Lecture thumbnail 0:00 / 0:00 All right.
So the next principle, which I want to show you, is the interface segregation principle.
And for this one, I’m actually going to do a bit of a synthetic example because essentially the interface
segregation principle is something that you are likely to encounter in the real world where you just
building interfaces which are too large.
And the idea is quite simple that your interfaces should be segregated so that nobody who implements
your interface has to implement functions which they don’t actually need.
So let me give you an example.
Let’s suppose you have a document and you want to do different things with the document, so you try
to emulate some sort of printer or scanner.
But there is also this thing called the multifunction printer, which does both the printing, the scanning
as well as the photocopying as well.
So you decide, oh, I’ll make an interface for everything.
So you build one big interface called I machine.
And this I machine interface does all things so it can print the document.
So it can print the document document as soon as I learn how to spell that is print the document D and
it can also scan the document.
So it can scan and you can maybe fax the document as well.
So you build this kind of interface and this interface works just fine so long as you are actually working
with a multifunction printer.
So if you have a multifunction printer, then everything is fine because you implement this AI machine
interface, you go ahead and you implement the members and then you can do something for each of the
members because the thing can in fact print it can in fact scan documents and it can also fax document,
for example.
So this is okay.
But then you go ahead and you decide to make just a good old fashioned printer, old fashioned printer.
It cannot scan, it cannot fax documents, anything like that.
So the problem is that you’ve only got this one big interface with lots of responsibilities attached
to it.
So what do you do?
I mean, you have to implement this interface, so you implement the interface machine, you implement
the missing members.
And certainly implementing the print function is obvious enough.
You have a printer, so you implement print.
But now the question is, well, what do you do about the scanning and the faxing?
Do you throw an exception?
Do you do a no op?
Do you maybe output some message that this operation is not supported?
I mean, the operation is kind of undefined a little bit, especially for the consumers of your API.
So you would have to really document that your old fashioned printer, even though it implements the
eye machine interface, it does in fact only supply the implementation of print and does not supply
the implementations of scan and fax.
So that’s a bit of a problem.
And that is where the interface segregation principle comes in.
So the idea is to make sure that people don’t pay for things they don’t need.
And this means that if you don’t need the scanning and the faxing, then those things should be separable
somehow.
And instead of having one big interface, you should have lots of smaller interfaces which are more
atomic, shall we say, in the sense that they are kind of self-contained and they cover a particular
concern.
So what you would do in this case is of course you’d make a lot of smaller interfaces.
So for the printing you would have an eye printer interface where you would have the print function.
So this would work on a document.
And similarly for the scanning, for example, you would have the eye scanner interface and this would
have the void scan function again on on a document or into a document in this case.
And then of course, if you want to start implementing these functions, then you can and there are
different ways of doing it.
So one is if you are making a photocopier, for example, then you might want to implement just both
of these interfaces.
So if you have a photocopier, for example, then you might want to have the eye printer interface and
also the eye scanner interface.
And then you simply implement all the missing members and you actually provide the appropriate implementation.
Or of course if you do want a higher level interface as well, like a kind of eye multifunction device
interface, you can have it as well because interfaces can inherit from interfaces.
So you can have an eye multi-function device, which is actually an interface which is both an eye scanner,
eye printer, eye printer and other things as well.
So you can have other interfaces here.
And then of course when it comes to actually implementing this interface, once again, you have different
options of doing it.
So one way would be if you have a class called Multifunction Machine of some kind, you can just go
ahead and you can implement this eye multifunction device interface.
So that’s one approach.
And how you actually implement this is completely up to you because, for example, if you already have
the implementations of a printer and a scanner and you’re saying that the multifunction device is simply
the joining of those.
Two classes, concrete classes that you already have.
Then you can do delegation.
And in this case, you would implement the missing members.
Or rather, you might not implement the missing members.
What you can do instead is you can suppose you already have a printer in the scanner implementation.
Some way you can have, for example, an AI printer called printer and an AI scanner called Scanner.
And what you can do now, thanks to the magic of Resharper, is first of all, you can make a constructor
which actually initializes both of these.
And then of course, what you can do is you can delegate the calls to each of the interface methods
of AI multifunction device.
You can delegate them to the printer and the scanner respectively.
It’s the decorator pattern in actual fact.
So what you can do is you can go in here into the generate menu.
You can choose delegating members and just select all the members.
And so print will be delegated to printer and scan will be delegated to scanner.
So here it is.
So we’ve auto generated the implementations of the AI multifunction device interface and we’re actually
delegating the calls to the calls of the inner printer and scanner variables.
A classic example of the decorator pattern.
So this is the decorator.
So this is the interface segregation principle, a basic idea that if you have an interface which includes
too much stuff, then just break it apart into smaller interfaces.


» **Work task**: Among the entries beneath this sentence, how many lines include the word "Ticket"? Only the number is wanted.

» **Data extracts**:
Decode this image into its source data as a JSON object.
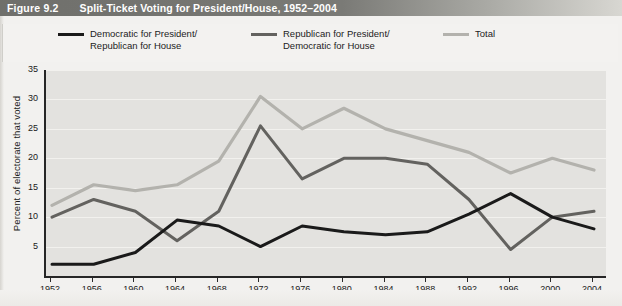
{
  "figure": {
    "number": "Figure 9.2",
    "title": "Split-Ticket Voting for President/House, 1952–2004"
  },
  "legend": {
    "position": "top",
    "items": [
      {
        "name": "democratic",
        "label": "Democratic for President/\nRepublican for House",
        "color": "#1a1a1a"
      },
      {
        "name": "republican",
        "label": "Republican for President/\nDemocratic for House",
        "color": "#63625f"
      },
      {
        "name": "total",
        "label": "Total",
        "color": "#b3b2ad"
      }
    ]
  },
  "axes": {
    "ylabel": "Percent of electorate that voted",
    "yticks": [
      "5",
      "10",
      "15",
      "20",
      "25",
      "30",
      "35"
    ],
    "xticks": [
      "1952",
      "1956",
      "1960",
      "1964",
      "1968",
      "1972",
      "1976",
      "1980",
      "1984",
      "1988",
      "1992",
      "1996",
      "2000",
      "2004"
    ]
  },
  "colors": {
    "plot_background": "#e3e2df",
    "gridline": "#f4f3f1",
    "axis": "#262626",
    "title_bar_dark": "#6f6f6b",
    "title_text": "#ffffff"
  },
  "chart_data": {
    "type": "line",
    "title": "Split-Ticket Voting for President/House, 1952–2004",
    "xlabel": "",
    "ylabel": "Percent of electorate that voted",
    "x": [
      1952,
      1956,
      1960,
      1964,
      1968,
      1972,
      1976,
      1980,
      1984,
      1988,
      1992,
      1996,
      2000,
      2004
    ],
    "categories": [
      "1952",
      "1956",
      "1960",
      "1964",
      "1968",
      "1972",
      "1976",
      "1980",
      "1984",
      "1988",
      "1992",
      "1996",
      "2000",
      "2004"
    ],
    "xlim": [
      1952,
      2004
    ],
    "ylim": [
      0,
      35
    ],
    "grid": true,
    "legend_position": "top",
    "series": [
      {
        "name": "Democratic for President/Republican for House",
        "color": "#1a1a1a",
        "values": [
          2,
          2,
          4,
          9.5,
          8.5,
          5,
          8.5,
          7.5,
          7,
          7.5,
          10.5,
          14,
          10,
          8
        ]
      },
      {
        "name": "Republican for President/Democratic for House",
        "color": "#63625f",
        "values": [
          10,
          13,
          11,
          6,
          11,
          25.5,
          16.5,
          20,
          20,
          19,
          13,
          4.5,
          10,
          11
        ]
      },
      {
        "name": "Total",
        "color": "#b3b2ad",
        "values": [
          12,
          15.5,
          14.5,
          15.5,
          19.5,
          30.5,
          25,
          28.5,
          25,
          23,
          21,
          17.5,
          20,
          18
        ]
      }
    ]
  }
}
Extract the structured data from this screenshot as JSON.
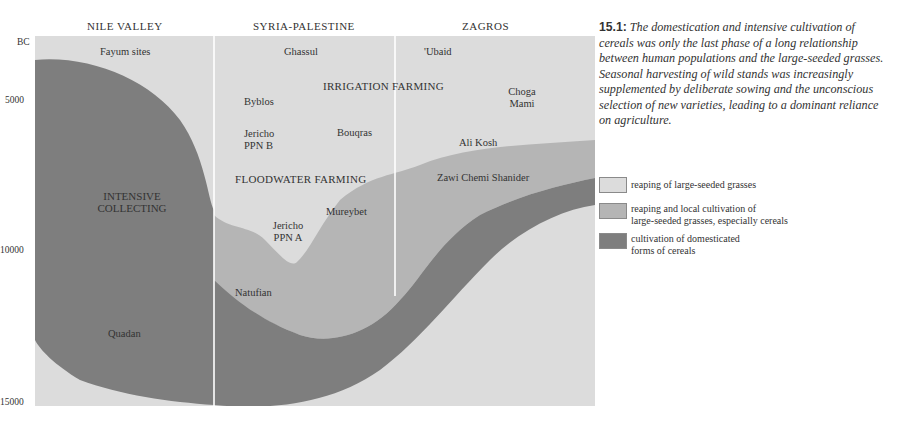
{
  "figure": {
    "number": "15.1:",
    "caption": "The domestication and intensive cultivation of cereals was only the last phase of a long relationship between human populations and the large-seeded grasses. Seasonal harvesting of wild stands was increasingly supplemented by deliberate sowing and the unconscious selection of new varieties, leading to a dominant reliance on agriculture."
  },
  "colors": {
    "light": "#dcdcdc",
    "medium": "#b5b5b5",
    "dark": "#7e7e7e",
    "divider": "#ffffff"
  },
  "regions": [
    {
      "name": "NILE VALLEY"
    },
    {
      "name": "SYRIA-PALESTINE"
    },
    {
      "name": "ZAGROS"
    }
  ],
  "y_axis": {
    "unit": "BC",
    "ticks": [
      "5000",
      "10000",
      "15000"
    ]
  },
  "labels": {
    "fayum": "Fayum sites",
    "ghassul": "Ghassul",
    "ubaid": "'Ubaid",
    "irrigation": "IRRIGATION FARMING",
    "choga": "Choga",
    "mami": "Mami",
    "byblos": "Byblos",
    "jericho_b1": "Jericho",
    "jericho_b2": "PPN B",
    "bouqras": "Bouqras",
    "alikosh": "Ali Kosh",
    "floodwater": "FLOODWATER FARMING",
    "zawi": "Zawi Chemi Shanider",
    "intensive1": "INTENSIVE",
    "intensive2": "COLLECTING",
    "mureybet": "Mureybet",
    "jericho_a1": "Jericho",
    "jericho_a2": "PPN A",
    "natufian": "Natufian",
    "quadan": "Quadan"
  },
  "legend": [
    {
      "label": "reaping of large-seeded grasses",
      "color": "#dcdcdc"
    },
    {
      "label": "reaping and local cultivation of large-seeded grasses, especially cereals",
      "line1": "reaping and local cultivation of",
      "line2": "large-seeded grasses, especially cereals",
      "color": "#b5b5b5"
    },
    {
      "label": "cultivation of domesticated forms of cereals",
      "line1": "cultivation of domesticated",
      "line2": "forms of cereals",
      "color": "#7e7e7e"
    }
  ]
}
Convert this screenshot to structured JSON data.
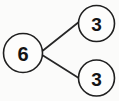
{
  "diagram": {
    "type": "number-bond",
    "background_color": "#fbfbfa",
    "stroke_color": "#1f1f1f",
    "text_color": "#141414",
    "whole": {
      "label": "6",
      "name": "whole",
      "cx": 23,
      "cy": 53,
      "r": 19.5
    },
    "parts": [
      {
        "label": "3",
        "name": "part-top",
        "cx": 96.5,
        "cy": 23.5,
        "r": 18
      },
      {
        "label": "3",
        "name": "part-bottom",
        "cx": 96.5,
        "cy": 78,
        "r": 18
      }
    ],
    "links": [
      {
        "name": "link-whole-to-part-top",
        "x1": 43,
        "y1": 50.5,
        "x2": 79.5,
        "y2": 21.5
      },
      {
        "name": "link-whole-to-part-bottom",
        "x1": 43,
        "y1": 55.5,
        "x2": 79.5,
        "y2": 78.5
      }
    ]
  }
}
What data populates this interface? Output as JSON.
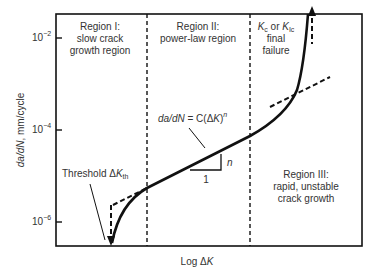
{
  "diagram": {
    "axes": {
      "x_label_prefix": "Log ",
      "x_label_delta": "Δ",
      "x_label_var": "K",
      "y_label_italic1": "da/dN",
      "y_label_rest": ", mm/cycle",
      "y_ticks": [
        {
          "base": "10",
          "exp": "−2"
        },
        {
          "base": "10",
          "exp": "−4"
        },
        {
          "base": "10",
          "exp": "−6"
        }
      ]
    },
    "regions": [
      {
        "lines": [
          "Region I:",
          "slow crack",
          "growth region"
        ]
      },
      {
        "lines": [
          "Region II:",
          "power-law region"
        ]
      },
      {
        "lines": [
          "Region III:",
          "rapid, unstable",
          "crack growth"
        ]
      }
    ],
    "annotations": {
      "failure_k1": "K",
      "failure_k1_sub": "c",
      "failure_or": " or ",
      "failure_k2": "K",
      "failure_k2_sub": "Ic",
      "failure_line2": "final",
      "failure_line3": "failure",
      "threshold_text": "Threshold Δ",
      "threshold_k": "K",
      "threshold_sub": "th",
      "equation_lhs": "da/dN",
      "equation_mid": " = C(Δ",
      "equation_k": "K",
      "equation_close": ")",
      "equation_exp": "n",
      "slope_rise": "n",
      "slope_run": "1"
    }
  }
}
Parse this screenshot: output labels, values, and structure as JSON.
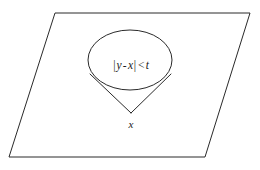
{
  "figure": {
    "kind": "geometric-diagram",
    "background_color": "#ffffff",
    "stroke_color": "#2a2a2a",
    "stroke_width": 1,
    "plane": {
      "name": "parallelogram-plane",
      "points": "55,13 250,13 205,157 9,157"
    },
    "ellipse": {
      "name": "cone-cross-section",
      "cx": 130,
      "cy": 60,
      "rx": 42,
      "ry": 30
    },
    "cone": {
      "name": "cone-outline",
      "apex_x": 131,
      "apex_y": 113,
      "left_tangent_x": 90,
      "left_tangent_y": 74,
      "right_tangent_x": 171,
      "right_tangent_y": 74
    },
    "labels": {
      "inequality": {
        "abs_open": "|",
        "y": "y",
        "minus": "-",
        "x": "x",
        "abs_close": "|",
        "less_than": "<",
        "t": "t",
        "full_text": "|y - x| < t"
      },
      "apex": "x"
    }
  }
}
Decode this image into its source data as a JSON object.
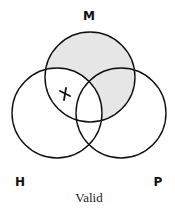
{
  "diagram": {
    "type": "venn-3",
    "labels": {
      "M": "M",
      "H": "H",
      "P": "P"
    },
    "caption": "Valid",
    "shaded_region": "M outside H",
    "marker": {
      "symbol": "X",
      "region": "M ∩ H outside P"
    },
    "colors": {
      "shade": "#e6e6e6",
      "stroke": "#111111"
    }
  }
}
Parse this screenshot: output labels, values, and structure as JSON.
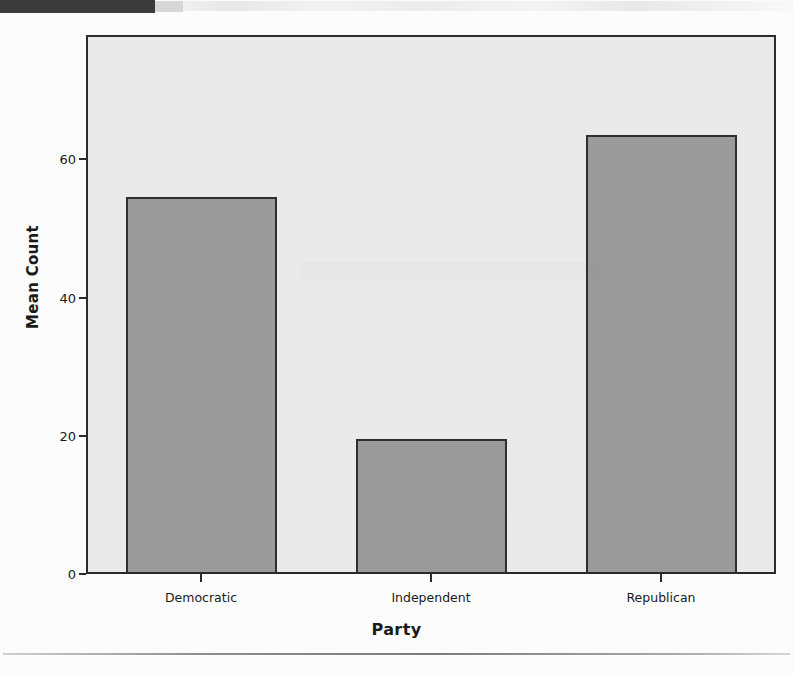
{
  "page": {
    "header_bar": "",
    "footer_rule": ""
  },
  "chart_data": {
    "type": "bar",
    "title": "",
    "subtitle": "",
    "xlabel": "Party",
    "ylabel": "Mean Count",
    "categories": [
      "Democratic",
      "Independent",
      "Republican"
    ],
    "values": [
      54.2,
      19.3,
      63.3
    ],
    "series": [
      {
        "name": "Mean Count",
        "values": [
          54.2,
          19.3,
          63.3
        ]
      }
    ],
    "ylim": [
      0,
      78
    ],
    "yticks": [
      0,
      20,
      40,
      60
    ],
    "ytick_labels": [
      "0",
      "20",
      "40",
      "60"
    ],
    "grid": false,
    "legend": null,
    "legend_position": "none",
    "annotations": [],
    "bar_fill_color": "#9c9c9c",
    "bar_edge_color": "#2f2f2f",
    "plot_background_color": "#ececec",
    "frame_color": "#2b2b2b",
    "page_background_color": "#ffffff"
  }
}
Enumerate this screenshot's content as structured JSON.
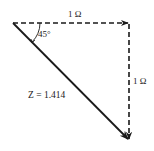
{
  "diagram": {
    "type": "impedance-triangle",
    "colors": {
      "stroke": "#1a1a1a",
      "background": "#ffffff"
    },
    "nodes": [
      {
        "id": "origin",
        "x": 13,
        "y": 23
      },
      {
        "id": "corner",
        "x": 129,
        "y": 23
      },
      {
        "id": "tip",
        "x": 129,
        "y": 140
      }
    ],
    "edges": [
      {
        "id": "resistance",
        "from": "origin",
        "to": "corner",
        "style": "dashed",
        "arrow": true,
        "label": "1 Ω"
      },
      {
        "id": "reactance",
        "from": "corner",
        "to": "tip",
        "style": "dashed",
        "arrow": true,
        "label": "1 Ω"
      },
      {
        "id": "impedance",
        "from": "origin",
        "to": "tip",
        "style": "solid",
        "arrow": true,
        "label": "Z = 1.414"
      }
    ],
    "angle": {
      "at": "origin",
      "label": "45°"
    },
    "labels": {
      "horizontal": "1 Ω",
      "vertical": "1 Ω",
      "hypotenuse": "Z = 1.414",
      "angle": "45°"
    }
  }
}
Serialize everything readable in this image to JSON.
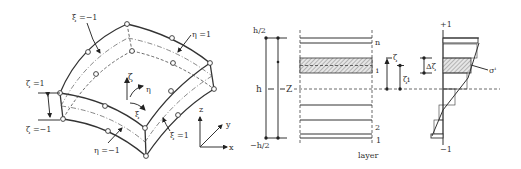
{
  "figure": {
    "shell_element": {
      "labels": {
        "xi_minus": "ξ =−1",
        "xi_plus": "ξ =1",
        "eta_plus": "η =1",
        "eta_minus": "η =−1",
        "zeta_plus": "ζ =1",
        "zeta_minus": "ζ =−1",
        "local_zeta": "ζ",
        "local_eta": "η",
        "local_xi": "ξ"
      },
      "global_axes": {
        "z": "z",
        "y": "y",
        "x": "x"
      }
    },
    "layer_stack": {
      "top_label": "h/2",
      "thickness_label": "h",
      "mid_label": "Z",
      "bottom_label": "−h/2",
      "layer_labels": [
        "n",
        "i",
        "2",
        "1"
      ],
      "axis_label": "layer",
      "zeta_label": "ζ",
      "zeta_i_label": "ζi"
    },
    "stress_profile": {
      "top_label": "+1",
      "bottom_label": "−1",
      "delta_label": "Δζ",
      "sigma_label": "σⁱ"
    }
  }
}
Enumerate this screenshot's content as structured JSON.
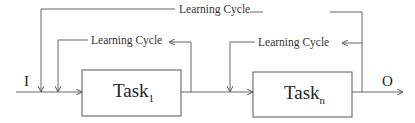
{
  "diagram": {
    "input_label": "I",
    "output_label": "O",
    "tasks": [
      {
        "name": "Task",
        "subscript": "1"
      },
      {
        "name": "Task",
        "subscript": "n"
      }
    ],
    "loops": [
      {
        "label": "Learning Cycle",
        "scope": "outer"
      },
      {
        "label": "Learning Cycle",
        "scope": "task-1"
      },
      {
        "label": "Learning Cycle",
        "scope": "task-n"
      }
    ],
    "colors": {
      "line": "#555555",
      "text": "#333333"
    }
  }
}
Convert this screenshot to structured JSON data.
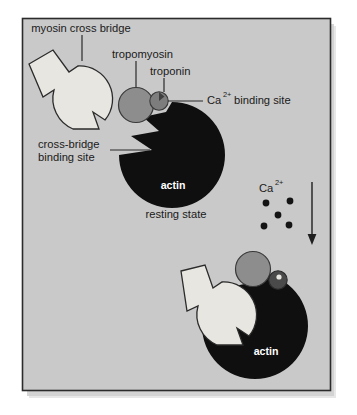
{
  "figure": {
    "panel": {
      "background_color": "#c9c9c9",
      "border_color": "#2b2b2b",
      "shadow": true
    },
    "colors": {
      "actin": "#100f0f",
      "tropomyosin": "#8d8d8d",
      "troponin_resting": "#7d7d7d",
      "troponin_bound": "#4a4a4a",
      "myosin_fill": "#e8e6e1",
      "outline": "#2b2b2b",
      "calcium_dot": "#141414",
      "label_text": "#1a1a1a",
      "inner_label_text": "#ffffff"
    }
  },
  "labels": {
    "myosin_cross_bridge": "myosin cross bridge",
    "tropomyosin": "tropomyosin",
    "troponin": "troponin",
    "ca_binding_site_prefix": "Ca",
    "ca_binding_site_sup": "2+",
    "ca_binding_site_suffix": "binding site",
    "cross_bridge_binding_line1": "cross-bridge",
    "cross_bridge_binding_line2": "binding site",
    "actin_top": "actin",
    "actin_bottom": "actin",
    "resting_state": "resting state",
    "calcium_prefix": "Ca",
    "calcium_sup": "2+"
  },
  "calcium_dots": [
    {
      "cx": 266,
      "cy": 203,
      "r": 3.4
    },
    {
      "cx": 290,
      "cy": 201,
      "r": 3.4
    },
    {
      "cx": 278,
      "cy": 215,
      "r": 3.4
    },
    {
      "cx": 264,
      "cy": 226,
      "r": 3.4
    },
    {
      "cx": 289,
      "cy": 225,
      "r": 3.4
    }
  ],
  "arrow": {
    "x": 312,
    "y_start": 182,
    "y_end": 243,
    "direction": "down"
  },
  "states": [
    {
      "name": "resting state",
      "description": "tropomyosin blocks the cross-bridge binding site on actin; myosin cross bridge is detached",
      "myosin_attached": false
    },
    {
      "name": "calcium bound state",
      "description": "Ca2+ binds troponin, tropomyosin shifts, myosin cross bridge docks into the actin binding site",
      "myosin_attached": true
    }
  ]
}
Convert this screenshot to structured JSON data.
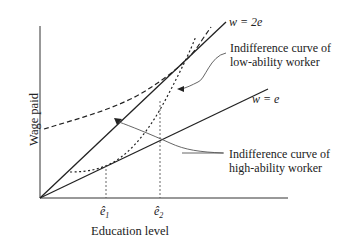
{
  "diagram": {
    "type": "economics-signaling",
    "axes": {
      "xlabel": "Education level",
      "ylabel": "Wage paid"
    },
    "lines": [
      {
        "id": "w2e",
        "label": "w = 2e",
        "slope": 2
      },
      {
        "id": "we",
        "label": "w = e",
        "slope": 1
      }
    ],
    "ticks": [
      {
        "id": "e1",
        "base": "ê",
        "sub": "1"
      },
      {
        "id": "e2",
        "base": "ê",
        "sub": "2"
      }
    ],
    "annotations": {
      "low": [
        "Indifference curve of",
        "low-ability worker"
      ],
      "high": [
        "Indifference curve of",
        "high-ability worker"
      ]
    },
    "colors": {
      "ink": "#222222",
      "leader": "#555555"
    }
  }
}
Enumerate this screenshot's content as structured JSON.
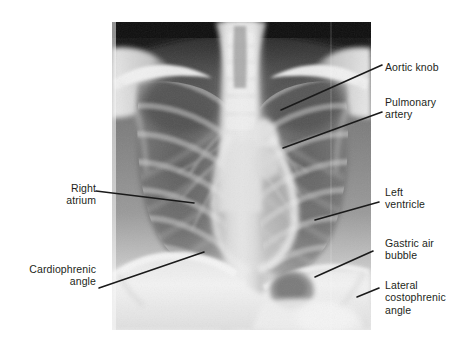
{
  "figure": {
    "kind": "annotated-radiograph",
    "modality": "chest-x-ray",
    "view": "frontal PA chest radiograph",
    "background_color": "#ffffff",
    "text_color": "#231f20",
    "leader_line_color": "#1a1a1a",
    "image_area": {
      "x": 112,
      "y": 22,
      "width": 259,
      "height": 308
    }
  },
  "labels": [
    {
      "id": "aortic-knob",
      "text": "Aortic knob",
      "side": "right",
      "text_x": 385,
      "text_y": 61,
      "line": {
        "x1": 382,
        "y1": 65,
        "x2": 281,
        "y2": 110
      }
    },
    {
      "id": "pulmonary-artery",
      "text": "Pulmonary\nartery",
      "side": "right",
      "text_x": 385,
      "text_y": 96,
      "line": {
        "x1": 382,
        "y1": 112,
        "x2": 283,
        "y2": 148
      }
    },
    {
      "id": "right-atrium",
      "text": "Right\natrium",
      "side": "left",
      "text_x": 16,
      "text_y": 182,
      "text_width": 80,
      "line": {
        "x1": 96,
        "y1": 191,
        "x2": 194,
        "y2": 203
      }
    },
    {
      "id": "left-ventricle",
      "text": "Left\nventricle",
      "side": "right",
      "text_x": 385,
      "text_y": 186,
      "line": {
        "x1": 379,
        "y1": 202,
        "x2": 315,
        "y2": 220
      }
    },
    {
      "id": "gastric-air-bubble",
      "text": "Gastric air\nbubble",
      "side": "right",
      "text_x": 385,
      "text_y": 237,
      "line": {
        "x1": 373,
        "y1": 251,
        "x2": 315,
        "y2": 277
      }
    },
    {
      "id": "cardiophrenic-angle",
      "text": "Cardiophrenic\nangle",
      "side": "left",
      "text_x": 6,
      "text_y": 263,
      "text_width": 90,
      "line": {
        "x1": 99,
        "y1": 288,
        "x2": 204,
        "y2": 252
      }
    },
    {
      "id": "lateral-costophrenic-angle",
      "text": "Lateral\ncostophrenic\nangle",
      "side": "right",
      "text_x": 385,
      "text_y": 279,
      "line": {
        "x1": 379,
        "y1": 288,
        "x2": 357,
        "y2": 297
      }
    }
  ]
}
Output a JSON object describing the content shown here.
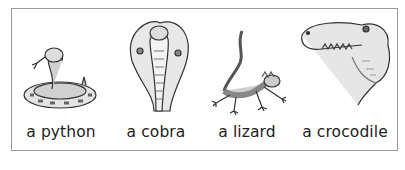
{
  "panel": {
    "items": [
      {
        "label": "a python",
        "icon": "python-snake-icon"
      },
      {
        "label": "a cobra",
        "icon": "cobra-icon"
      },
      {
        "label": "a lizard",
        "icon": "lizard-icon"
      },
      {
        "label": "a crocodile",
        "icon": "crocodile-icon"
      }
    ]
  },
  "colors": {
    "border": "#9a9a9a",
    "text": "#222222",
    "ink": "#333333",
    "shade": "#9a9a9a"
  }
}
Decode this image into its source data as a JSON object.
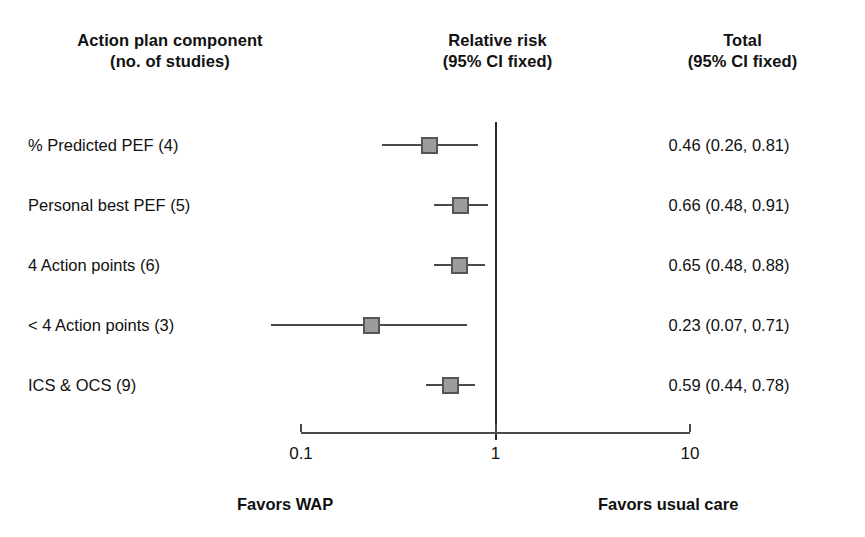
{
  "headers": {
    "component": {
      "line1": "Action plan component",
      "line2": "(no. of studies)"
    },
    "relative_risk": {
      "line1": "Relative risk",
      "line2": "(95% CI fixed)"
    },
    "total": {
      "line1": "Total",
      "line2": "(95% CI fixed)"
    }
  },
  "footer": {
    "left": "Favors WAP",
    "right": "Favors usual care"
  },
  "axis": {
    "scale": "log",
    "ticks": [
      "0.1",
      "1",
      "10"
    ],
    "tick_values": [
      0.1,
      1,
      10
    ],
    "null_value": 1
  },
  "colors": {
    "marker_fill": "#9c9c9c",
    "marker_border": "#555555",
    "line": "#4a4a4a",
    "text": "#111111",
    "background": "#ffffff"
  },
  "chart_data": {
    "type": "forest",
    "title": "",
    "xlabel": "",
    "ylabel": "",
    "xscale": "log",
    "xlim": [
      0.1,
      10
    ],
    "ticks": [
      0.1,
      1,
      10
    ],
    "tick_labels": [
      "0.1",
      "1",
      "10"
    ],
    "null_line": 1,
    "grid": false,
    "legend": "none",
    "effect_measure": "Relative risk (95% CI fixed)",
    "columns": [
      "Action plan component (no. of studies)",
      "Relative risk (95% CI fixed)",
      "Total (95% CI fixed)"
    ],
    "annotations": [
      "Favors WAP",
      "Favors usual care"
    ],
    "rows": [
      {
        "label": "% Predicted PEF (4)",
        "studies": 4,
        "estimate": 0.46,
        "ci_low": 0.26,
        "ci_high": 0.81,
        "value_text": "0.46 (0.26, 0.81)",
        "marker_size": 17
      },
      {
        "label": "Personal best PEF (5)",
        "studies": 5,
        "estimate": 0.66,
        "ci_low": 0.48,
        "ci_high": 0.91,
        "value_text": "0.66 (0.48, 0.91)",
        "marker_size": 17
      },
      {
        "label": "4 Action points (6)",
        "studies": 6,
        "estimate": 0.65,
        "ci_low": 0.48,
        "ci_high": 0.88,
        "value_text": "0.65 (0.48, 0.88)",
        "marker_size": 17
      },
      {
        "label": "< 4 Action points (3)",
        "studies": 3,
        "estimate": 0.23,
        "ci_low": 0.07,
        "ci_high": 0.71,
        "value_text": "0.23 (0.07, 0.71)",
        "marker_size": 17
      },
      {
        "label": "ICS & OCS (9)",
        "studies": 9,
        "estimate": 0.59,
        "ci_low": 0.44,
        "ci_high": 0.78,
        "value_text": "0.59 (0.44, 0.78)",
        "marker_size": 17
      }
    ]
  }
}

» **Solved exercise**: 2